ShortestPath™


ShortestPath™ Training and Guidance

Eliminate Unnecessary Waste and Accelerate Success

This is part of the powerful commitment to not make early-stage new-ventures a profit-center for anyone in the community. Out of the gate, the first guidance for new-ventures need is the shortest-path to satisfy their 2 most urgent and important needs:

  1. Validating the idea
  2. Getting customers

For each new venture this path may be different.  Consistently the #1 problem most new ventures has is identifying wasted time and effort and the ability to let go of inefficient ways to meet the two above objectives.  The following processes. for example, should be avoided until paid for by a willing customer, or until other less costly measures have been exhausted, or unless other measures are inadequate for the new-venture:

Typical Needless New-Venture Money Pits

Avoiding Them = Faster Success

Unconditional resource commitment (manpower, funding, equipment, services, etc).

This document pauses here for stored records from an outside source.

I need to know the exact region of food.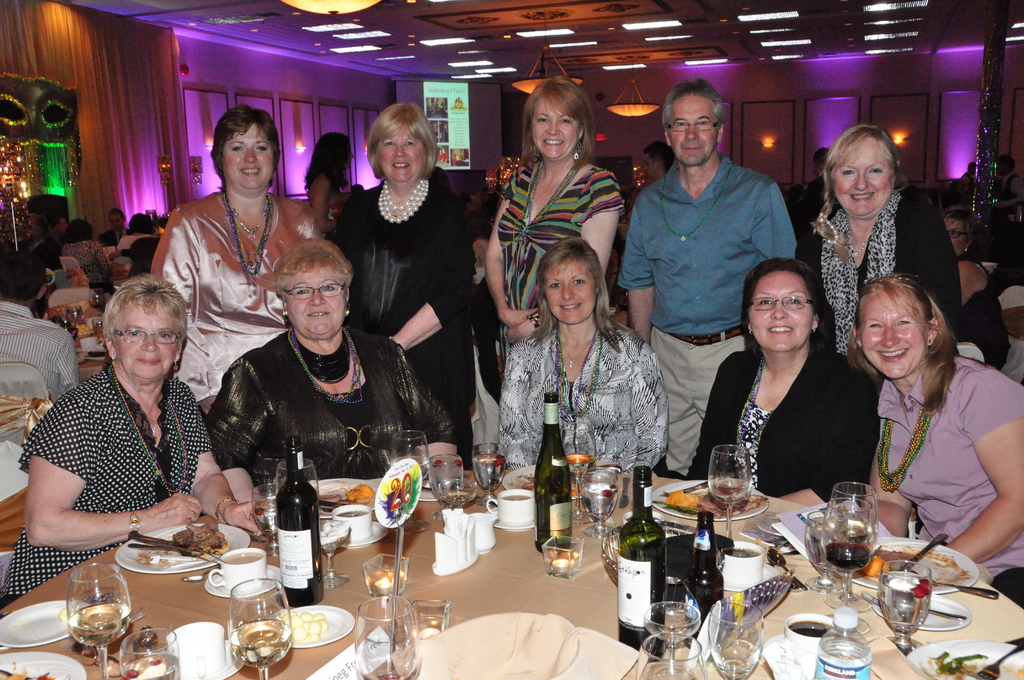
Region: (left=700, top=486, right=753, bottom=519).
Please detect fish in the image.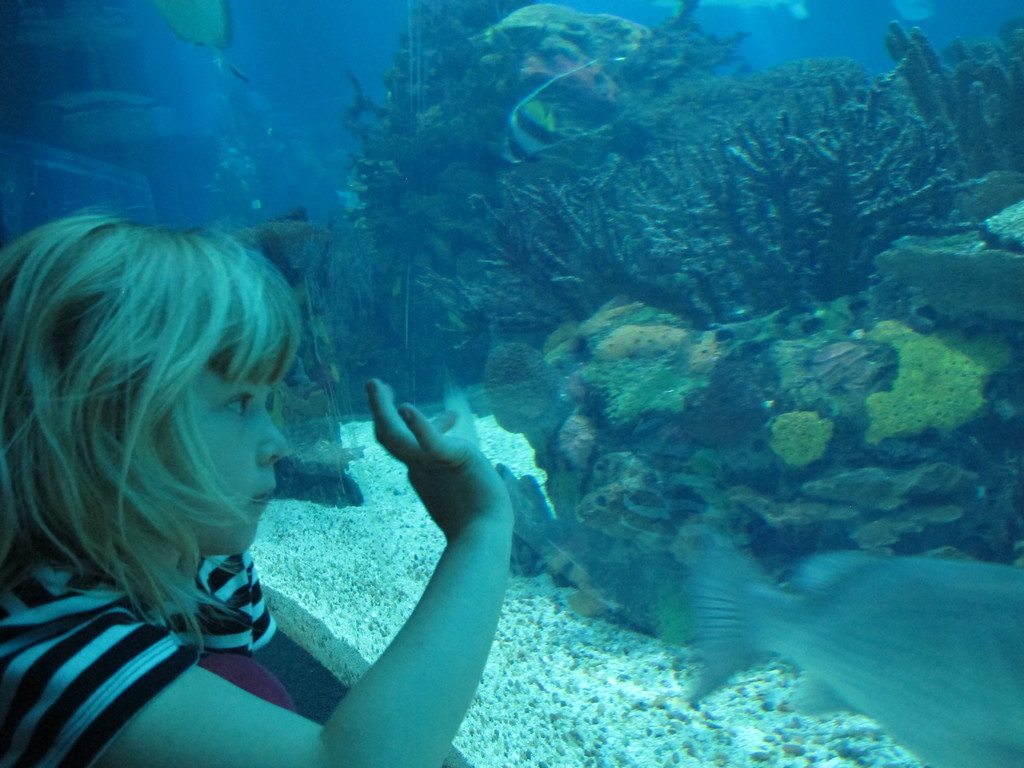
bbox(686, 543, 1023, 767).
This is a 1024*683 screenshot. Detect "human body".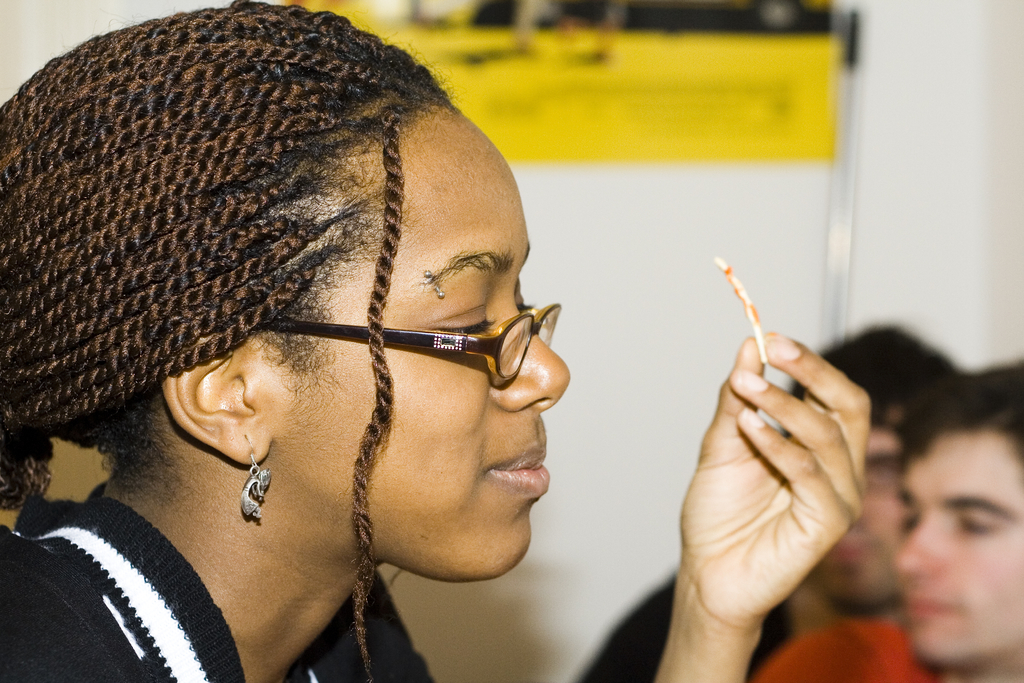
rect(0, 0, 584, 671).
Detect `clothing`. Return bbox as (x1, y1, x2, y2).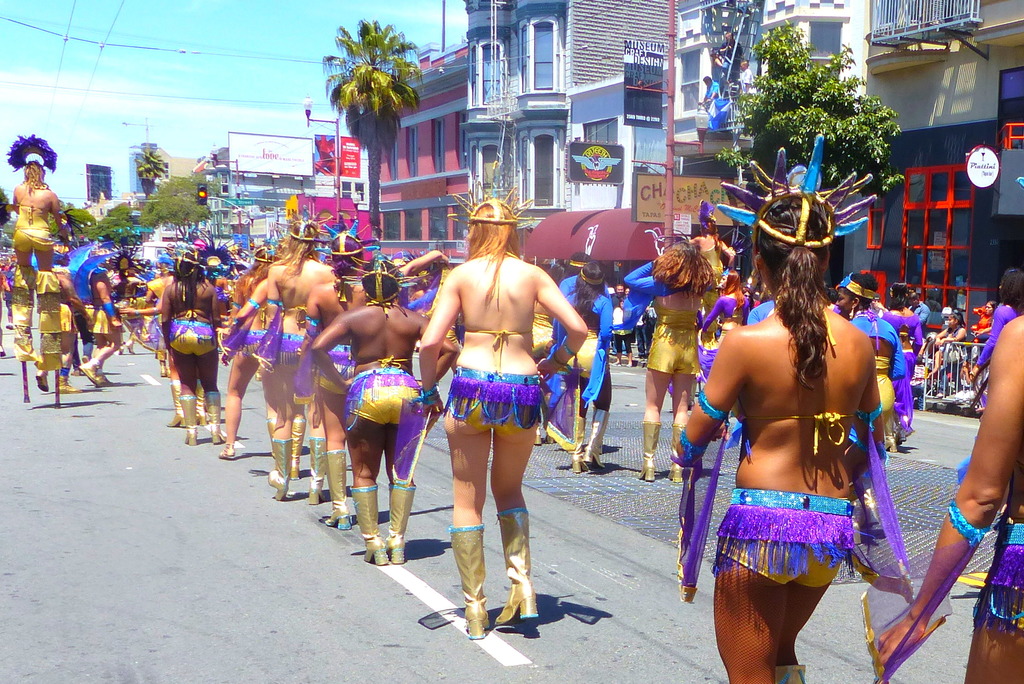
(148, 275, 173, 350).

This is does not preclude conditional commitments, which are always strongly encouraged.

Unnecessary Prototypes and/or MVPs, and premature product-building.

This does not preclude proof-of-concepts and well-defined product and customer parameters for research and analysis, which are always essential.

Costly Development Methods

Development heavy validation should be avoided when something like the "onepage-website and test briefly with adwords" method can often suffice.

Poorly-targeted conventional advertising-heavy campaigns

Grassroots campaigns (like working with blogging influencers, and crowdsharing) are often adequate, and in some cases are more productive.

Feature Creep.

This is probably the most frequent mistake when new-ventures take a round-about path to success.  Each venture should have a 5-whys master.

ShortestPath™ is a recommended flow that ventures should follow to reach their most critical objectives as efficiently as possible.  This is especially critical for VentureStacked™ and VenturePipelined ™ optimized ecosystems.